Her sidder jeg, med mit hjerte brudt // Prøvede at skide, men slog kun en prut
This is not a good thing. Part of the problem is third-party apps like Sync and other Fediverse advocates that direct Reddit users to sign up on only one instance, lemmy.world. This is understandable to keep things simple for the Redditors but it hurts lemmy.world (cost and performance-wise) and the Fediverse as a whole (centralization) to have a lot of accounts on one instance. I hope lemmy.world can make an announcement or guide to encourage users to spread out to more instances.

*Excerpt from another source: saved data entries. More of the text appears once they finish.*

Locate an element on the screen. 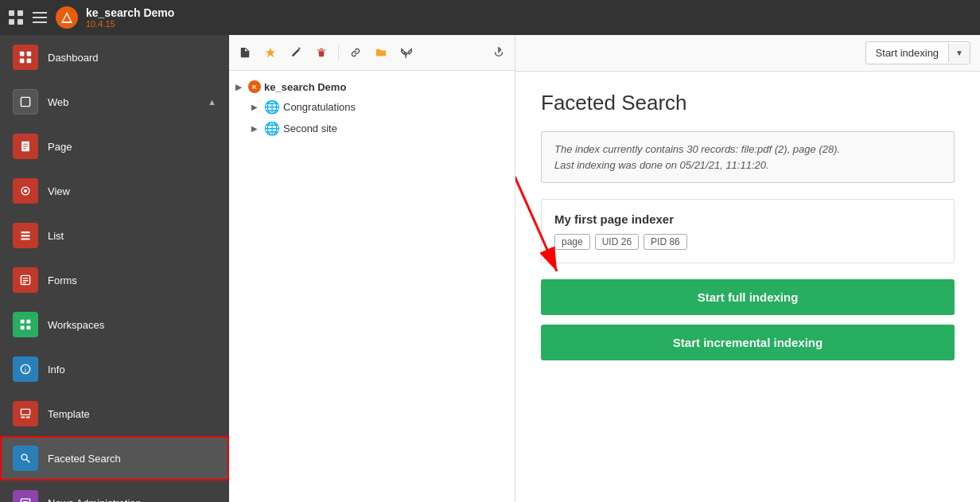 Image resolution: width=980 pixels, height=502 pixels. svg-text: i is located at coordinates (25, 370).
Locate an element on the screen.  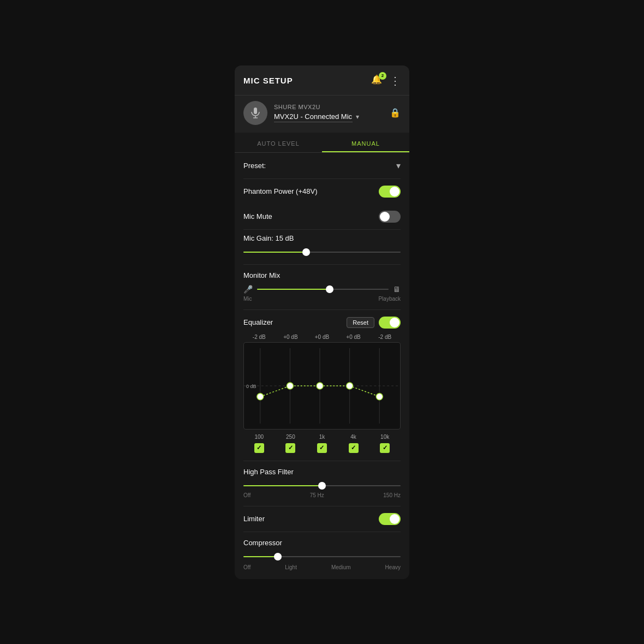
dropdown-arrow-icon: ▾ is located at coordinates (357, 117).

That’s only true if there is a downvote threshold that automatically hides downvoted comments, which I don’t think Lemmy has implemented. I agree that downvoting can be used to censor and avoid discussion, but the justification for removing downvotes on Beehaw is something like “keeping a positive environment with no negativity from disliking” rather than making sure users have to voice their disagreements and not just smash the blue red arrow like cowards.
Ironic that three people downvoted this. But I agree, a “no downvotes” rule is designed to avoid disagreement and conflict, which is impossible on a public forum without extremely restricted expression. If the point is to be always be nice, why not disable open commenting and make users select their replies from a list of canned positive comments. 100% safety and positivity.
Sweddit hits /r/all
“Why is this appearing in my feed?” “What language is this” “I don’t know what this is saying but I like it!”

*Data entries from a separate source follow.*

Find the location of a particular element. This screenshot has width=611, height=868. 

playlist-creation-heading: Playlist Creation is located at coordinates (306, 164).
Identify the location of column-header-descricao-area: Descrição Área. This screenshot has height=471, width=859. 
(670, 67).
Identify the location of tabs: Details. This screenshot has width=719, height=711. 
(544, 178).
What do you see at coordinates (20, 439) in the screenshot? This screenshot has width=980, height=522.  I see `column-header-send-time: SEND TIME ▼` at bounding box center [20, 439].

Vi behöver en egen instans. Hoppas att personen som bjöd på serveradministration igår fixar det åt oss. Jag donerar gärna.

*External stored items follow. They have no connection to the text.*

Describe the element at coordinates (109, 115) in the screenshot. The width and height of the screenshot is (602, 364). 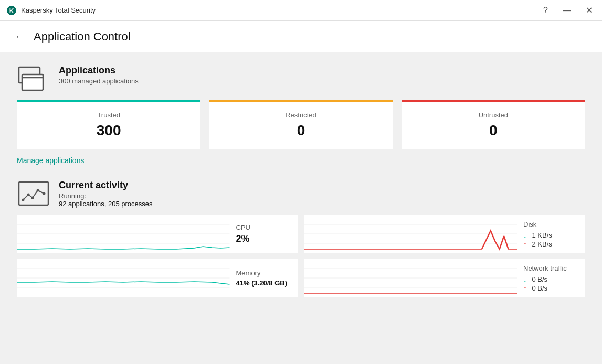
I see `trusted-label: Trusted` at that location.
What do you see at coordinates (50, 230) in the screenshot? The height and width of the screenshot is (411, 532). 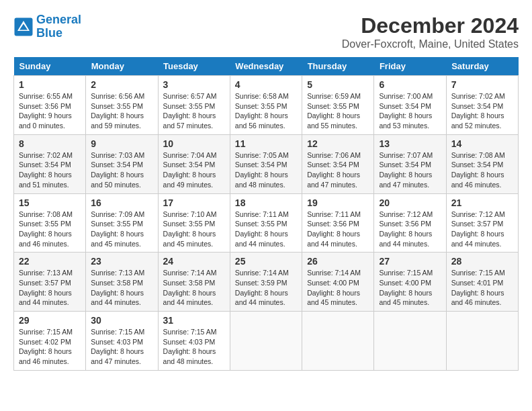 I see `day-info: Sunrise: 7:08 AMSunset: 3:55 PMDaylight:…` at bounding box center [50, 230].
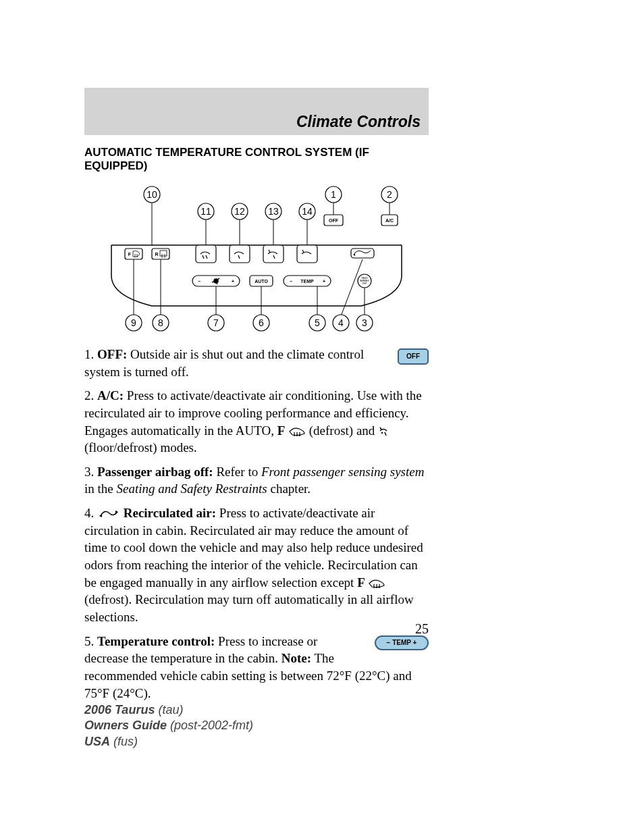  I want to click on temp-control-figure: − TEMP +, so click(402, 643).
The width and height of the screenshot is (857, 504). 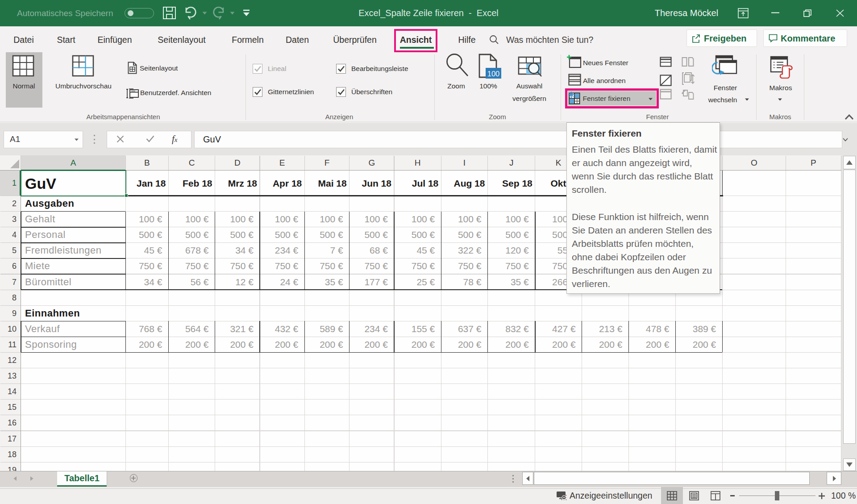 I want to click on svg-text: 100, so click(x=494, y=74).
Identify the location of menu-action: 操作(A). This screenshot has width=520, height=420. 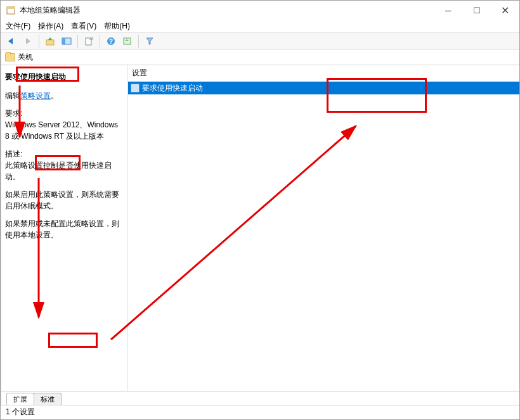
(51, 27).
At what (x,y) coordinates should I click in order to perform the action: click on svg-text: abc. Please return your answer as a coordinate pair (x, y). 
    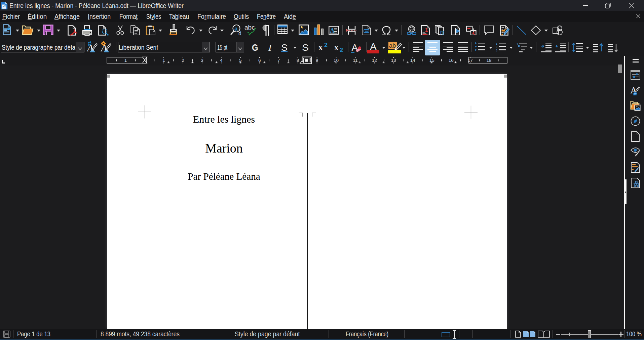
    Looking at the image, I should click on (250, 28).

The Fediverse is too new and decentralized to have its own sayings, so all we have is the memories of our old home. Besides, these sayings remind us of a better era of Reddit where it was just a bunch of techie weirdos asking each other “when does the narwhal bacon” and trying to bait newbies to click on /r/spacedicks. I still remember my first days on Reddit, when I was grounded from the family computer and stole my dad’s laptop to browse. Someone linked /r/spacedicks and convinced me that it was the NASA memes subreddit. I clicked on it and was waiting for the page to load on the terribly slow wifi when my dad stormed into the room, furious that his laptop was missing, and proceeded to beat the shit out of me with a set of jumper cables. It hurts so much to see the site I grew up with be destroyed by corporate greed like that, but life goes on.
Is this like when they made the kilogram some function of the speed of light instead of the weight of a metal ball in a French museum?